US New Home Sales Up 4%, West Marks 11-Year Highs
Sales of new US single-family homes increased in March as sales in the West rose to their highest marks in more than 11 years.
The Commerce Department said on Tuesday new home sales increased 4.0% to a seasonally adjusted annual rate of 694,000 units last month. February’s sales pace was revised up to 667,000 units from the previously reported 618,000 units.
Economists polled by Reuters had forecast new home sales, which account for 11% of housing market sales, rising 1.9% to a pace of 630,000 units last month.
New home sales are drawn from permits, they jumped 8.8% from a year ago.
March’s rise in new home sales and upward revisions to January and February sales data will probably not change economists’ expectations that residential investment declined in the first quarter. The housing market is struggling with a chronic shortage of properties that is boosting home prices and weighing on sales at the lower end of the market.
Rising mortgage rates and moderate wage growth are also making home purchasing less affordable, especially for 1st-time buyers who account for less than 33% of transactions.
Sales in the West rose 28.3% to their highest marks since December 2006.
Sales rose 0.8% in the South, which accounts for the bulk of new home sales.
They plunged 54.8% in the Northeast and dropped 2.4% in the Midwest.
At March’s sales pace it would take 5.2 months to clear the supply of houses on the market, down from 5.4 months in February. About two-thirds of the houses sold last month were either under construction or yet to be built.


WHAT IS NEEDED:
Since pictures are not part of the copy, please output only the lines from the one with "itemize the components" through the end of the data below, exactly as written.

++++ DATASET RECORDS

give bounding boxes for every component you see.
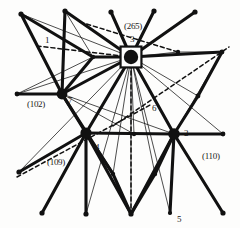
- thin-edge: [62, 94, 174, 134]
- terminal-node[interactable]: [18, 11, 23, 16]
- terminal-node[interactable]: [15, 92, 20, 97]
- terminal-node[interactable]: [39, 210, 44, 215]
- node-label-5: 5: [177, 215, 182, 224]
- terminal-node[interactable]: [62, 8, 67, 13]
- terminal-node[interactable]: [128, 211, 133, 216]
- terminal-node[interactable]: [220, 210, 225, 215]
- thick-edge: [174, 134, 223, 213]
- terminal-node[interactable]: [16, 169, 21, 174]
- terminal-node[interactable]: [151, 8, 156, 13]
- node-5[interactable]: [168, 211, 172, 215]
- terminal-node[interactable]: [192, 9, 197, 14]
- node-label-2: 2: [184, 129, 189, 138]
- node-2[interactable]: [168, 128, 180, 140]
- thick-edge: [62, 57, 93, 94]
- node-label-1: 1: [45, 36, 50, 45]
- terminal-node[interactable]: [221, 132, 226, 137]
- terminal-node[interactable]: [220, 50, 225, 55]
- thick-edge: [170, 134, 174, 213]
- thick-edge: [86, 133, 174, 134]
- miller-index-label: (265): [124, 22, 142, 31]
- miller-index-label: (110): [202, 152, 220, 161]
- diagram-canvas: (265)(102)(109)(110) 3742651: [0, 0, 240, 228]
- node-label-7: 7: [68, 96, 73, 105]
- terminal-node[interactable]: [132, 132, 136, 136]
- thick-edge: [62, 11, 65, 94]
- thick-edge: [198, 52, 222, 96]
- terminal-node[interactable]: [176, 50, 180, 54]
- node-label-3: 3: [130, 35, 135, 44]
- thick-edge: [113, 174, 131, 214]
- miller-index-label: (109): [47, 158, 65, 167]
- terminal-node[interactable]: [108, 9, 113, 14]
- terminal-node[interactable]: [196, 94, 201, 99]
- miller-index-label: (102): [27, 100, 45, 109]
- node-label-6: 6: [152, 104, 157, 113]
- network-graph-svg: [0, 0, 240, 228]
- thick-edge: [131, 174, 155, 214]
- terminal-node[interactable]: [91, 55, 95, 59]
- terminal-node[interactable]: [111, 172, 115, 176]
- node-3[interactable]: [124, 50, 138, 64]
- thin-edge: [17, 57, 93, 94]
- node-4[interactable]: [80, 127, 91, 138]
- node-7[interactable]: [57, 89, 68, 100]
- node-label-4: 4: [95, 143, 100, 152]
- thick-edge: [131, 57, 174, 134]
- terminal-node[interactable]: [153, 172, 157, 176]
- terminal-node[interactable]: [83, 211, 88, 216]
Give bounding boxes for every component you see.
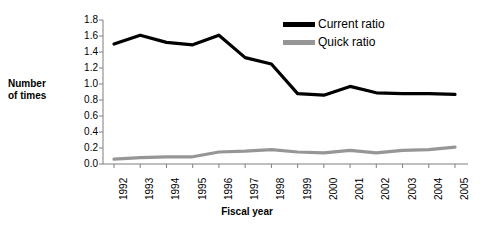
series-line-quick-ratio xyxy=(114,147,455,159)
x-axis-title: Fiscal year xyxy=(0,206,494,217)
legend-item-label: Quick ratio xyxy=(318,36,375,49)
legend-item[interactable]: Current ratio xyxy=(283,18,385,31)
chart-container: Number of times 1.81.61.41.21.00.80.60.4… xyxy=(0,0,494,230)
legend-item[interactable]: Quick ratio xyxy=(283,36,375,49)
legend-swatch-icon xyxy=(283,40,315,45)
legend-swatch-icon xyxy=(283,22,315,27)
legend-item-label: Current ratio xyxy=(318,18,385,31)
plot-area xyxy=(0,0,494,230)
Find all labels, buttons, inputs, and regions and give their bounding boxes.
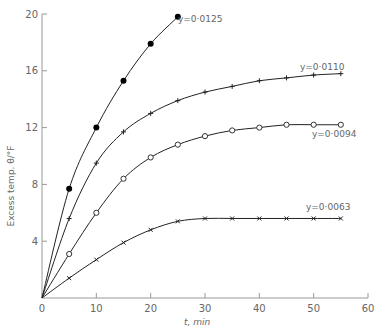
data-point: [202, 134, 207, 139]
x-tick-label: 10: [90, 303, 103, 314]
y-tick-label: 4: [32, 236, 38, 247]
y-axis-label: Excess temp. θ/°F: [6, 145, 16, 226]
data-point: [66, 186, 72, 192]
y-tick-label: 16: [25, 65, 38, 76]
x-axis-label: t, min: [184, 317, 211, 327]
data-point: [175, 142, 180, 147]
x-tick-label: 50: [307, 303, 320, 314]
data-point: [148, 41, 154, 47]
data-point: [121, 176, 126, 181]
series-1: y=0·0110: [42, 62, 345, 298]
series-label: y=0·0094: [312, 129, 357, 139]
chart: 010203040506048121620t, minExcess temp. …: [0, 0, 386, 329]
data-point: [148, 155, 153, 160]
data-point: [121, 78, 127, 84]
series-label: y=0·0125: [178, 14, 222, 24]
data-point: [284, 122, 289, 127]
series-3: y=0·0063: [42, 202, 350, 298]
data-point: [230, 128, 235, 133]
y-tick-label: 12: [25, 122, 38, 133]
y-tick-label: 20: [25, 9, 38, 20]
data-point: [311, 122, 316, 127]
x-tick-label: 30: [199, 303, 212, 314]
data-point: [94, 210, 99, 215]
data-point: [67, 251, 72, 256]
x-tick-label: 60: [362, 303, 375, 314]
data-point: [93, 125, 99, 131]
data-point: [338, 122, 343, 127]
x-tick-label: 40: [253, 303, 266, 314]
y-tick-label: 8: [32, 179, 38, 190]
data-point: [257, 125, 262, 130]
series-label: y=0·0110: [300, 62, 345, 72]
series-label: y=0·0063: [306, 202, 350, 212]
x-tick-label: 20: [144, 303, 157, 314]
x-tick-label: 0: [39, 303, 45, 314]
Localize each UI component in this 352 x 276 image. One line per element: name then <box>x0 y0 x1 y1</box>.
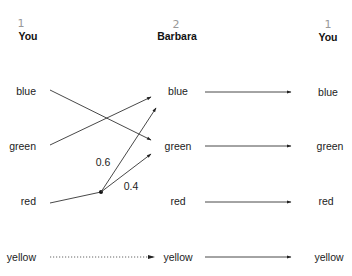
left-label-yellow: yellow <box>7 251 37 263</box>
left-label-green: green <box>9 140 36 152</box>
arrow-blue-to-green <box>50 90 151 140</box>
left-label-blue: blue <box>16 85 36 97</box>
arrow-green-to-blue <box>50 97 151 145</box>
middle-label-blue: blue <box>168 85 188 97</box>
right-label-blue: blue <box>318 86 338 98</box>
step-mark-left: 1 <box>18 17 25 30</box>
probability-upper: 0.6 <box>96 156 111 168</box>
middle-label-yellow: yellow <box>163 251 193 263</box>
middle-label-green: green <box>165 140 192 152</box>
right-label-yellow: yellow <box>314 251 344 263</box>
arrowhead-yellow <box>148 255 155 259</box>
left-label-red: red <box>21 195 36 207</box>
column-header-middle: Barbara <box>157 30 197 42</box>
column-header-right: You <box>318 31 337 43</box>
arrow-red-to-chance-node <box>50 192 101 203</box>
right-label-green: green <box>317 140 344 152</box>
right-label-red: red <box>318 195 333 207</box>
diagram: 1 2 1 You Barbara You blue green red yel… <box>0 0 352 276</box>
middle-label-red: red <box>170 195 185 207</box>
column-header-left: You <box>18 30 37 42</box>
step-mark-right: 1 <box>325 18 332 31</box>
probability-lower: 0.4 <box>124 180 139 192</box>
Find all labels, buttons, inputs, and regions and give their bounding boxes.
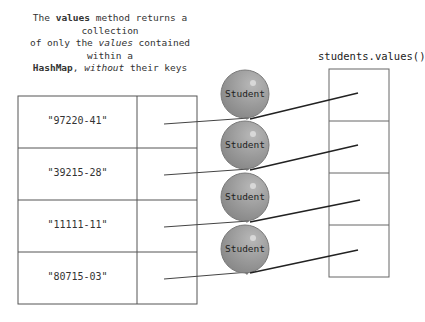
map-key: "39215-28": [18, 167, 137, 178]
values-collection: [329, 69, 389, 277]
map-key: "97220-41": [18, 115, 137, 126]
student-balloon: Student: [220, 191, 270, 202]
student-balloon: Student: [220, 139, 270, 150]
student-balloon: Student: [220, 88, 270, 99]
map-key: "11111-11": [18, 219, 137, 230]
map-key: "80715-03": [18, 271, 137, 282]
student-balloon: Student: [220, 243, 270, 254]
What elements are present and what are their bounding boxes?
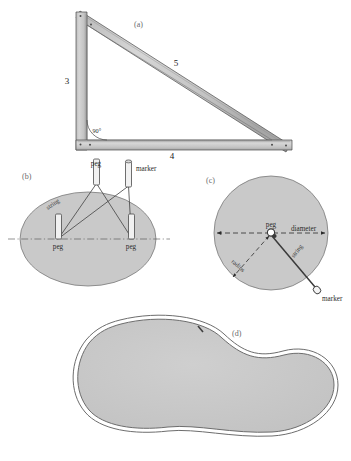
panel-c-circle: (c) peg diameter radius string marker bbox=[206, 176, 343, 303]
label-side-4: 4 bbox=[170, 151, 175, 161]
label-peg-right: peg bbox=[126, 243, 137, 251]
label-side-3: 3 bbox=[65, 76, 70, 86]
label-side-5: 5 bbox=[174, 58, 179, 68]
panel-b-label: (b) bbox=[22, 172, 32, 181]
peg-left-pin bbox=[56, 214, 62, 239]
panel-c-label: (c) bbox=[206, 176, 215, 185]
panel-a-right-triangle: (a) 3 5 4 90° bbox=[65, 11, 292, 161]
panel-a-label: (a) bbox=[134, 20, 143, 29]
label-peg-top: peg bbox=[91, 160, 102, 168]
label-peg-c: peg bbox=[266, 221, 277, 229]
label-right-angle: 90° bbox=[93, 127, 102, 134]
panel-b-ellipse: (b) peg marker peg peg string bbox=[8, 159, 170, 286]
label-peg-left: peg bbox=[53, 243, 64, 251]
figure-svg: (a) 3 5 4 90° bbox=[0, 0, 351, 461]
blob-inner-rope bbox=[78, 319, 334, 432]
horizontal-ruler bbox=[76, 140, 292, 150]
label-marker-c: marker bbox=[322, 295, 343, 303]
label-diameter: diameter bbox=[291, 225, 317, 233]
triangle-inner-edges bbox=[87, 25, 272, 140]
figure-root: (a) 3 5 4 90° bbox=[0, 0, 351, 461]
panel-d-irregular-curve: (d) bbox=[73, 315, 338, 436]
peg-right-pin bbox=[129, 214, 135, 239]
string-knot bbox=[272, 234, 276, 238]
marker-tip bbox=[126, 160, 132, 163]
marker-c bbox=[312, 285, 322, 295]
label-marker-b: marker bbox=[136, 165, 157, 173]
vertical-ruler bbox=[76, 12, 87, 150]
marker-pin bbox=[126, 161, 132, 187]
hypotenuse-ruler bbox=[76, 11, 290, 152]
panel-d-label: (d) bbox=[232, 329, 242, 338]
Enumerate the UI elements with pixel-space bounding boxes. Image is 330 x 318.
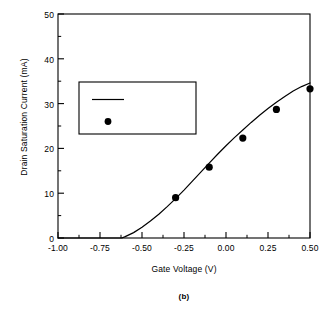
measured-data-point <box>306 85 313 92</box>
plot-area <box>0 0 330 318</box>
measured-data-point <box>273 106 280 113</box>
figure-panel-b: Drain Saturation Current (mA) 50 40 30 2… <box>0 0 330 318</box>
legend-marker-sample <box>105 118 112 125</box>
measured-data-point <box>172 194 179 201</box>
measured-data-point <box>239 135 246 142</box>
legend-box <box>79 82 196 134</box>
measured-data-point <box>206 164 213 171</box>
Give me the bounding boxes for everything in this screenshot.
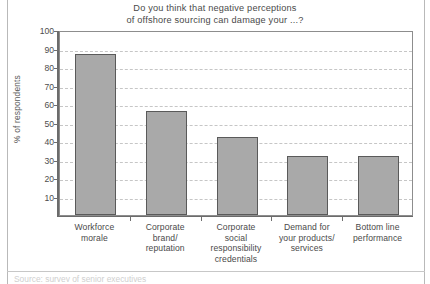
chart-figure: Do you think that negative perceptions o… [0,0,430,284]
page-frame-bottom-border [7,271,425,272]
y-tick-mark [54,50,59,51]
y-tick-mark [54,161,59,162]
bar [287,156,328,215]
chart-title: Do you think that negative perceptions o… [70,3,360,26]
x-tick-mark [342,217,343,221]
gridline [60,51,412,52]
bottom-caption-sliver: Source: survey of senior executives [14,274,344,282]
x-tick-mark [130,217,131,221]
x-category-label: Workforce morale [59,222,130,243]
bar [146,111,187,215]
y-tick-label: 80 [14,63,54,73]
y-tick-label: 70 [14,82,54,92]
y-tick-mark [54,87,59,88]
x-category-label: Corporate brand/ reputation [130,222,201,254]
x-tick-mark [201,217,202,221]
y-tick-label: 90 [14,45,54,55]
y-tick-mark [54,142,59,143]
x-category-label: Corporate social responsibility credenti… [201,222,272,264]
bar [217,137,258,215]
y-tick-mark [54,124,59,125]
y-tick-mark [54,198,59,199]
plot-area [59,31,413,216]
x-category-label: Demand for your products/ services [271,222,342,254]
x-category-label: Bottom line performance [342,222,413,243]
bar [75,54,116,215]
y-tick-label: 30 [14,156,54,166]
y-tick-label: 50 [14,119,54,129]
bar [358,156,399,215]
y-tick-mark [54,31,59,32]
y-tick-mark [54,105,59,106]
y-tick-label: 40 [14,137,54,147]
y-tick-mark [54,68,59,69]
page-frame-right-border [424,0,425,284]
y-tick-label: 60 [14,100,54,110]
page-frame-left-border [7,0,8,284]
y-tick-label: 20 [14,174,54,184]
y-tick-label: 100 [14,26,54,36]
y-tick-label: 10 [14,193,54,203]
y-tick-mark [54,179,59,180]
x-tick-mark [271,217,272,221]
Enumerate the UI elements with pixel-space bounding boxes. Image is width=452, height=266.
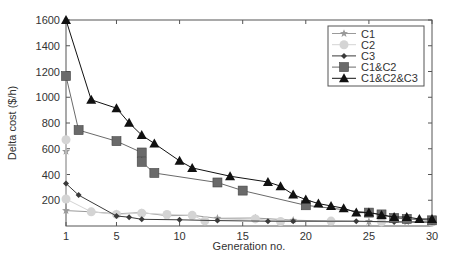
- square-marker: [112, 137, 121, 146]
- legend-label: C1&C2: [361, 61, 396, 73]
- y-tick-label: 1000: [36, 91, 60, 103]
- series-line: [66, 76, 432, 220]
- x-tick-label: 20: [300, 230, 312, 242]
- y-tick-label: 1600: [36, 14, 60, 26]
- legend-label: C1&C2&C3: [361, 72, 418, 84]
- square-marker: [137, 148, 146, 157]
- y-tick-label: 200: [42, 194, 60, 206]
- diamond-marker: [139, 216, 145, 222]
- square-marker: [137, 157, 146, 166]
- circle-marker: [162, 210, 171, 219]
- square-marker: [62, 72, 71, 81]
- triangle-marker: [149, 138, 159, 147]
- circle-marker: [188, 211, 197, 220]
- triangle-marker: [111, 103, 121, 112]
- legend-label: C2: [361, 39, 375, 51]
- x-tick-label: 10: [173, 230, 185, 242]
- y-tick-label: 800: [42, 117, 60, 129]
- circle-marker: [62, 135, 71, 144]
- diamond-marker: [177, 217, 183, 223]
- x-tick-label: 1: [63, 230, 69, 242]
- triangle-marker: [86, 95, 96, 104]
- legend-label: C3: [361, 50, 375, 62]
- triangle-marker: [288, 190, 298, 199]
- square-marker: [340, 63, 349, 72]
- square-marker: [213, 178, 222, 187]
- square-marker: [238, 186, 247, 195]
- diamond-marker: [353, 218, 359, 224]
- legend: C1C2C3C1&C2C1&C2&C3: [328, 26, 424, 86]
- legend-item: C1&C2: [332, 61, 396, 73]
- series-c1-and-c2: [62, 72, 437, 225]
- y-tick-label: 1400: [36, 40, 60, 52]
- y-tick-label: 600: [42, 143, 60, 155]
- triangle-marker: [301, 195, 311, 204]
- line-chart: 1510152025302004006008001000120014001600…: [0, 0, 452, 266]
- x-axis-label: Generation no.: [213, 240, 286, 252]
- x-tick-label: 30: [426, 230, 438, 242]
- circle-marker: [87, 207, 96, 216]
- y-tick-label: 1200: [36, 66, 60, 78]
- circle-marker: [251, 214, 260, 223]
- square-marker: [74, 126, 83, 135]
- y-axis-label: Delta cost ($/h): [6, 86, 18, 161]
- triangle-marker: [175, 156, 185, 165]
- circle-marker: [62, 194, 71, 203]
- x-tick-label: 5: [113, 230, 119, 242]
- diamond-marker: [126, 214, 132, 220]
- y-tick-label: 400: [42, 169, 60, 181]
- square-marker: [150, 168, 159, 177]
- triangle-marker: [187, 163, 197, 172]
- circle-marker: [137, 209, 146, 218]
- circle-marker: [340, 40, 349, 49]
- triangle-marker: [313, 199, 323, 208]
- triangle-marker: [276, 181, 286, 190]
- x-tick-label: 25: [363, 230, 375, 242]
- legend-label: C1: [361, 28, 375, 40]
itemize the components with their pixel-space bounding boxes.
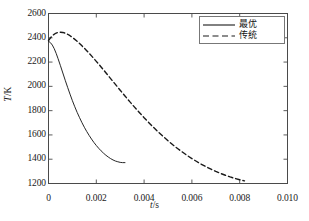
x-axis-unit: /s bbox=[153, 200, 159, 210]
y-tick-label: 2400 bbox=[2, 33, 46, 43]
y-axis-title: T/K bbox=[3, 74, 13, 114]
y-tick-label: 1400 bbox=[2, 154, 46, 164]
legend: 最优 传统 bbox=[199, 16, 285, 44]
y-tick-label: 1600 bbox=[2, 130, 46, 140]
y-tick-label: 2600 bbox=[2, 9, 46, 19]
legend-line-dashed-icon bbox=[202, 31, 236, 41]
legend-line-solid-icon bbox=[202, 20, 236, 30]
legend-item-traditional: 传统 bbox=[202, 30, 281, 41]
y-axis-unit: /K bbox=[3, 87, 13, 97]
legend-label-traditional: 传统 bbox=[236, 31, 257, 40]
y-tick-label: 2200 bbox=[2, 57, 46, 67]
legend-label-optimal: 最优 bbox=[236, 20, 257, 29]
legend-item-optimal: 最优 bbox=[202, 19, 281, 30]
figure-canvas: 12001400160018002000220024002600 00.0020… bbox=[0, 0, 309, 221]
x-axis-title: t/s bbox=[0, 200, 309, 210]
y-axis-variable: T bbox=[3, 96, 13, 101]
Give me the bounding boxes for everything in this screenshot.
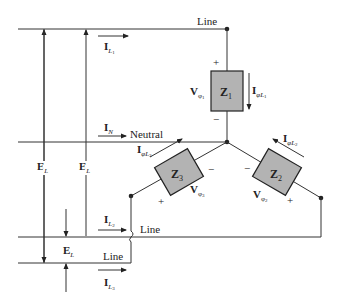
line1-conductor: Line <box>18 15 227 29</box>
z2-minus: − <box>244 162 250 174</box>
iphi1-label: IφL1 <box>252 84 267 99</box>
line3-label: Line <box>103 250 123 262</box>
il1-label: IL1 <box>104 40 115 55</box>
z3-to-line3-wire <box>130 196 134 263</box>
y-load-circuit-diagram: Line Z1 + − Vφ1 IφL1 IL1 Neutral IN Z3 I… <box>0 0 337 308</box>
il2-label: IL2 <box>104 213 115 228</box>
z3-minus: − <box>208 163 214 175</box>
vphi2-label: Vφ2 <box>253 188 268 203</box>
iphi3-label: IφL3 <box>137 143 152 158</box>
in-label: IN <box>104 121 113 136</box>
line2-label: Line <box>140 223 160 235</box>
neutral-label: Neutral <box>130 128 163 140</box>
vphi3-label: Vφ3 <box>190 183 205 198</box>
z3-plus: + <box>158 195 164 207</box>
il3-label: IL3 <box>104 276 115 291</box>
el-label-b: EL <box>79 160 90 175</box>
z2-plus: + <box>287 194 293 206</box>
iphi2-label: IφL2 <box>283 132 298 147</box>
z1-plus: + <box>213 56 219 68</box>
line1-label: Line <box>197 15 217 27</box>
z1-minus: − <box>213 113 219 125</box>
vphi1-label: Vφ1 <box>190 85 205 100</box>
el-label-c: EL <box>63 244 74 259</box>
el-label-a: EL <box>37 160 48 175</box>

++++++++

RESPONSE:
itemize the components with their pixel-space bounding boxes.
x-axis-unit: /s bbox=[153, 200, 159, 210]
y-tick-label: 2400 bbox=[2, 33, 46, 43]
y-axis-title: T/K bbox=[3, 74, 13, 114]
y-tick-label: 1400 bbox=[2, 154, 46, 164]
legend: 最优 传统 bbox=[199, 16, 285, 44]
y-tick-label: 1600 bbox=[2, 130, 46, 140]
y-tick-label: 2600 bbox=[2, 9, 46, 19]
legend-line-dashed-icon bbox=[202, 31, 236, 41]
legend-line-solid-icon bbox=[202, 20, 236, 30]
legend-item-traditional: 传统 bbox=[202, 30, 281, 41]
y-axis-unit: /K bbox=[3, 87, 13, 97]
legend-label-traditional: 传统 bbox=[236, 31, 257, 40]
y-tick-label: 2200 bbox=[2, 57, 46, 67]
legend-label-optimal: 最优 bbox=[236, 20, 257, 29]
legend-item-optimal: 最优 bbox=[202, 19, 281, 30]
figure-canvas: 12001400160018002000220024002600 00.0020… bbox=[0, 0, 309, 221]
x-axis-title: t/s bbox=[0, 200, 309, 210]
y-axis-variable: T bbox=[3, 96, 13, 101]
Give me the bounding boxes for everything in this screenshot.
line1-conductor: Line <box>18 15 227 29</box>
z2-minus: − <box>244 162 250 174</box>
iphi1-label: IφL1 <box>252 84 267 99</box>
line3-label: Line <box>103 250 123 262</box>
il1-label: IL1 <box>104 40 115 55</box>
z3-to-line3-wire <box>130 196 134 263</box>
y-load-circuit-diagram: Line Z1 + − Vφ1 IφL1 IL1 Neutral IN Z3 I… <box>0 0 337 308</box>
il2-label: IL2 <box>104 213 115 228</box>
z3-minus: − <box>208 163 214 175</box>
vphi2-label: Vφ2 <box>253 188 268 203</box>
iphi3-label: IφL3 <box>137 143 152 158</box>
in-label: IN <box>104 121 113 136</box>
line2-label: Line <box>140 223 160 235</box>
neutral-label: Neutral <box>130 128 163 140</box>
vphi3-label: Vφ3 <box>190 183 205 198</box>
z3-plus: + <box>158 195 164 207</box>
il3-label: IL3 <box>104 276 115 291</box>
el-label-b: EL <box>79 160 90 175</box>
z2-plus: + <box>287 194 293 206</box>
iphi2-label: IφL2 <box>283 132 298 147</box>
z1-plus: + <box>213 56 219 68</box>
line1-label: Line <box>197 15 217 27</box>
z1-minus: − <box>213 113 219 125</box>
vphi1-label: Vφ1 <box>190 85 205 100</box>
el-label-c: EL <box>63 244 74 259</box>
el-label-a: EL <box>37 160 48 175</box>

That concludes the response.